Cordilleran Section - 117th Annual Meeting - 2021

Paper No. 11-16
Presentation Time: 12:00 PM

THE GORDON BISON SITE: A NATIVE-AMERICAN BUTCHERING SITE OF EARLY HISTORIC AGE IN THE CARSON VALLEY OF NORTHERN NEVADA


ROWLAND, Stephen, Department of Geoscience, University of Nevada, Las Vegas, 4505 S. Maryland Parkway, Las Vegas, NV 89154-4010, GORDON, Thomas, No institutional affiliation, 5855 South Edmonds Drive, Carson City, NV 89071 and CHAMEROY, Eric, Department of Geoscience, University of Nevada Las Vegas, 4505 S. Maryland Parkway, Las Vegas, NV 89154-4010

We report the recovery and preliminary analysis of an assemblage of Bison bones, along with a smaller number of probable Antilocapra bones, from a recently discovered fossil site, located a few km east of Carson City, Nevada. The site, herein named the Gordon Bison Site, lies on private land, within the floodplain of the Carson River, approximately 1 km from the modern channel of the river.

We have recovered bones representing at least four individual bison and one pronghorn from multiple excavation pits up to about 50 m apart. A subadult bison from Pit #1 was almost completely articulated, while the others are represented by isolated bone elements. A metatarsal from Pit #5 contains abundant, conspicuous cut marks that we interpret to be the result of butchering. All of the bones were found within approximately 60 cm of the ground surface. Radiocarbon dating places the death of these animals in early historic time, in the 18th or 19thcenturies.

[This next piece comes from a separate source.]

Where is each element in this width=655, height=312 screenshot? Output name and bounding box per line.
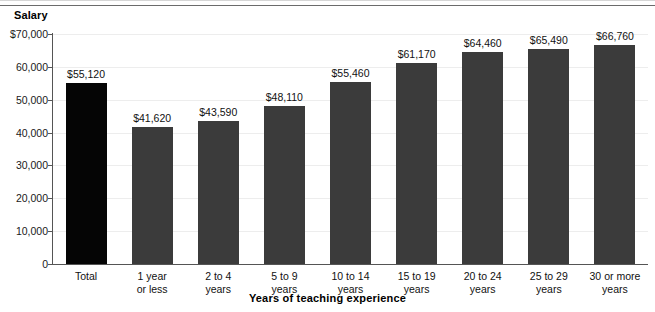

The animal whose skeleton was articulated was lying in a peculiar orientation, with its ventral side down. Its left foreleg projected forward from the shoulder, and its right foreleg projected downward into the floodplain sediment. Hundreds of fly puparia were scattered around the ribcage. We recovered nearly all of this animal’s skeleton, however we found no caudal vertebrae.

Our tentative interpretation for the articulated skeleton is that the animal was skinned and probably partially butchered, but it was not dismembered. When skinning a bison, Native Americans would typically orient the animal on its stomach and slit the skin down the midline of the back, in part to recover the highly desirable hump meat. The tail was often removed with the skin, which, in our interpretation, explains the absence of caudal vertebrae in our specimen. The abundant fly puparia record the exposure of the skinned, partially butchered carcass to flies.

There is no previous record of Bison of any age in the Carson Valley region, so this occurrence extends the historic range of Bison into this region.